If you have more than two or three systems that you regularly interact with, this plug-in will speed up the process tremendously.
I have over 100 systems that I connect to via SSH on a regular basis -- sometimes as a regular user, sometimes as root. That is the main motivation behind this plug-in. But once Quicksilver knows about all these remote systems, it makes sense to start adding other actions besides those related to SSH, which is where some of the additional functionality comes in.
I've kept a list of systems I use in ~/.hosts for years to allow shell completion on hostnames. It made sense to have Quicksilver use this as well. In the past, Quicksilver was made aware of these through .term files in ~/Library/Application Support/Terminal under 10.4 and using .inetloc files in 10.5+. It was a pain to keep in sync with ~/.hosts, you needed duplicate entries if you wanted to connect as root, via telnet, etc. and the resulting functionality was limited.
- The extra step of converting text in the first pane to a remote host before being able to connect is intentional.

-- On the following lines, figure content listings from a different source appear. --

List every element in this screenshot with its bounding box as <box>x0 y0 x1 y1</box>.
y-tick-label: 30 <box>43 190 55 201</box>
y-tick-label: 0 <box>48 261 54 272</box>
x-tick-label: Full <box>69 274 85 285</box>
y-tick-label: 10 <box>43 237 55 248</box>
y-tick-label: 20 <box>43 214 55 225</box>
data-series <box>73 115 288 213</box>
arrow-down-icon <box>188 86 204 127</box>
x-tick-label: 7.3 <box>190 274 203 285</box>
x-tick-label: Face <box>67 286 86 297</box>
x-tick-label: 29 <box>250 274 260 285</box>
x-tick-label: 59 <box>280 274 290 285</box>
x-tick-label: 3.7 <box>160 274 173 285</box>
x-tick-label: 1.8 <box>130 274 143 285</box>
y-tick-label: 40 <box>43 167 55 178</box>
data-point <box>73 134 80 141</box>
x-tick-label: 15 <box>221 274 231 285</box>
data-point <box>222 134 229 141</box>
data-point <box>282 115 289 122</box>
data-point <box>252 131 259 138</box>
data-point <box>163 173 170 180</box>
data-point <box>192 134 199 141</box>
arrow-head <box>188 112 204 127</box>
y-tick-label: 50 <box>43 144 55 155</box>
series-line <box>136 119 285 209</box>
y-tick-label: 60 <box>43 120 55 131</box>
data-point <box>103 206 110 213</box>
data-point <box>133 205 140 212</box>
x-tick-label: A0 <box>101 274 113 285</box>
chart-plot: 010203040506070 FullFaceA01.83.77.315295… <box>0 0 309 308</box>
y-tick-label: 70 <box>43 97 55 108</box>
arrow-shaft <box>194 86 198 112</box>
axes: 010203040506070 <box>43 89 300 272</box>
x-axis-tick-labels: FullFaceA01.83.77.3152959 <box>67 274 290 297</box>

I wanted to give the actions some default priority to make them easier to access in the most common use cases. If I supported strings and assigned these priorities, the remote host actions would end up being higher than other defaults for things typed by hand, such as "Large Type". If we let "Large Type" remain as default, you would need to select an action like "SSH" by hand each and every time. As of ß65, Quicksilver will automatically treat FQDNs and IP addresses as remote hosts, so this extra step should be largely unnecessary.
- I've attempted to add the obvious NFS actions, but the "Internet Locations" for this protocol doesn't seem to work everywhere. If you use "Connect to Server…" in the Finder and type
nfs://server/share_name, it works. Butopen nfs://server/share_namefrom Terminal fails. This is essentially what the plugin is asking the system to do, so ifopendoesn't like it, we're out of luck. Sorry.
- Ping
- Scan with nmap
- Etc.
- Optionally use the output from a command as the source instead of a file (so you could pull a list of hostnames from LDAP, DNS, etc. in real-time)
- Make each host object a target for file copy operations (resulting in an SCP to the default user's home directory?)
- Right-arrow into a host to get a list of files (via SCP or SFTP?)